As many readers have noticed, my interest in the psychology of narrative has been engaged in some long-term public work on the way that people talk about food, and about the ways that this talk about food organizes ways that social interactions around food and feeding are conducted -- for example, in a series of seminars on the implications of the way that people talk about "feeding the world", or in a series of interactive food system games I've constructed and conducted as a platform for challenging dialogue at venues such as the Frozen River Film Festival or the Minnesota State Fair. There have been a couple of features of this work that I have particularly enjoyed, and that I'd like to mull over in the context of the OnFiction community.
First, and perhaps most successfully, as part of the method I have used to help construct these opportunities for narrating food experience in new ways, I have deputized "discursive referees" -- people who are given a public mandate to stop the conversation at hand if, for example, it falls into well-trod ruts that it might be more interesting to step around, or, even better, to examine as themselves objects of inquiry. Discourse referees have been one of my favorite parts of treating narratives as exploratory games -- many referees have been wonderful: sparing, generous, and yet stepping in gently just at the moment a conversation starts to derail and providing enough reference to help rewind to the point of derailment and to help construct possible ways around the stumbling point. This approach has been lucky, I realize, but I'd like to continue to try it out and to consider some of the ways that some of what works so well about it is the way it marries some of the best parts of our experience of written and spoken language.
A second aspect of "talking food" that I have found so compelling is the way this careful attention to narrative experience (such as with the development of discussion contexts welcoming to refereeing) has led me to mapping discursive and epistemological terrains. I am, after all, a geographer, and studying various representations of food system conflicts has brought me repeatedly to thinking about what it might be like to map the geography of knowledge terrains.
I am, of course, particularly interested in spaces of ambivalence, where people might wander around lost and buffeted by winds of contradictory motive -- but I am also fascinated by different positions kept incommensurate by growing mountains of misunderstanding or widening chasms of disdain, fear, or defensiveness. As a geographer, I have been hung up on how to subvert geo-coding data to represent epistemological space. And I have already started importing geographic concepts that help organize the narrative space: territorial metaphors such as “realist geopolitics” (contained / sovereign / given) versus “critical geopolitics” (intertwined / constructed) give me ways to consider and treat the boundary conflicts between different knowledge cultures!
Despite having spent the greater part of an artists' residency this summer thinking about how to model food system discourses in a game narrated in State Fair Vernacular, however (as well as the transformative transition from a landscape artist into a geographer during a long stint of sculpting cartographic symbolizations), it wasn't until I was repeatedly zoomed across Stephen Colbert's Tolkienesque map of New York (above) during his immensely nerdy Hobbit week that I considered less technologically geo-referenced cartographic techniques for thinking about the shapes of politically contentious food narratives. I could draw them out.
And so, over the next year, I will provide monthly installments in a series of "narrative maps" sketching out patterns in the ways people represent their experience the food system.
In addition to depicting these representations, I hope to use my maps to reflect, exhibit, and interpret people’s engagement with the patterns I play with -- to see how well they capture the way people imagine themselves to be connected with the eco-social processes and cultural knowledge that constitute the food system, and various people’s hopes for sustainable and transformative food systems. My ambition for this modest series of maps is that it will provide the armature on which I might build a gradual public process for assembling tools existing oral history projects and community food assessments (and other publicly generated food system knowledge tools) and transforming them into a navigable public learning domain -- both online, and in the series of games and tours I will continue to develop.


What you need to do: Copy out each line featuring the string "netherlands" from the entries beneath.

Start of The data

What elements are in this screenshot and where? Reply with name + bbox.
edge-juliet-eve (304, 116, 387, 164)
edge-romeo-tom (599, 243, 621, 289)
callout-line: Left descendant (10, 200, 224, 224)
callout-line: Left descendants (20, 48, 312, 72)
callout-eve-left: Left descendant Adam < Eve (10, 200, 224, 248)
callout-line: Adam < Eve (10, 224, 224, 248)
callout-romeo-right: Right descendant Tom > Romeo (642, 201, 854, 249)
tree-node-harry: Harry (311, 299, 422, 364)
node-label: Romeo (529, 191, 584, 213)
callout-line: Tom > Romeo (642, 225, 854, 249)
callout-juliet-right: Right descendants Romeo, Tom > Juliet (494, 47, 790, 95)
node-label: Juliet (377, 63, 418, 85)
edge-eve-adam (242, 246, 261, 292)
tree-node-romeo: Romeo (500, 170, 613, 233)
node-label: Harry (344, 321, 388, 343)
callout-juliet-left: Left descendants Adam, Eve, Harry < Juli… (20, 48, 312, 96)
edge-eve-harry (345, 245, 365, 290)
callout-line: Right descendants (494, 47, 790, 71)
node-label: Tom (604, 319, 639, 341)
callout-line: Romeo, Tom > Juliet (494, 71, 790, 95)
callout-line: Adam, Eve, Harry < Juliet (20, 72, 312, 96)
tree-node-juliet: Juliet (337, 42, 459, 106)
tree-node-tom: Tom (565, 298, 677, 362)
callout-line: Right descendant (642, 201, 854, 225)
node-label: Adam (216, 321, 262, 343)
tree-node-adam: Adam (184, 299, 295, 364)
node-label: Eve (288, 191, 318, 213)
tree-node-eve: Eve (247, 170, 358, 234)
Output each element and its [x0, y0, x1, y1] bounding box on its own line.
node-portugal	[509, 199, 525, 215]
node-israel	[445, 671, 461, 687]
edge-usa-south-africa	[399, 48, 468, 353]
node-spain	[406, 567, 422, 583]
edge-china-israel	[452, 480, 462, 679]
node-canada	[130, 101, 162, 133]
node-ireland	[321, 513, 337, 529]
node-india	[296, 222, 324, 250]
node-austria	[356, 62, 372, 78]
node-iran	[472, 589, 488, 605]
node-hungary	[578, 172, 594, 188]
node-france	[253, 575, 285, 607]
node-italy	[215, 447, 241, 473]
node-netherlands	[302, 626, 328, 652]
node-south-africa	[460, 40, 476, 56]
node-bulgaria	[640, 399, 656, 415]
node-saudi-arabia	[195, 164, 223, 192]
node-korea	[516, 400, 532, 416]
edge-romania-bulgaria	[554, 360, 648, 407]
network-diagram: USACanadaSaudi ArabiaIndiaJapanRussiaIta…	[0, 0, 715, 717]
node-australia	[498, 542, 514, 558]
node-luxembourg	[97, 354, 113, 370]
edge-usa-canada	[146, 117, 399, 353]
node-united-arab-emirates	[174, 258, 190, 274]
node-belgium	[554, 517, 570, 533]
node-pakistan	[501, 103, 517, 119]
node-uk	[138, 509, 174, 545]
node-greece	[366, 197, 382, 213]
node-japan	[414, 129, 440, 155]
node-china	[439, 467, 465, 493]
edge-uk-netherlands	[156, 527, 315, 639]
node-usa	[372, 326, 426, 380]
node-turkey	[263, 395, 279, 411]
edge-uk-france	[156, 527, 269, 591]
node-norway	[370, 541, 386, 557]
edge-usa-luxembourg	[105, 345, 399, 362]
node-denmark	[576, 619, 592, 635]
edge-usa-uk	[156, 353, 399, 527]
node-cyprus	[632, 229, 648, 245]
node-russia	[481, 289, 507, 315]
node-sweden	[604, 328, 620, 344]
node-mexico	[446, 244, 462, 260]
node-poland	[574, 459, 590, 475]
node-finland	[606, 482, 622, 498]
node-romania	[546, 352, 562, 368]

End of The data

Answer section:
node-netherlands	[302, 626, 328, 652]
edge-uk-netherlands	[156, 527, 315, 639]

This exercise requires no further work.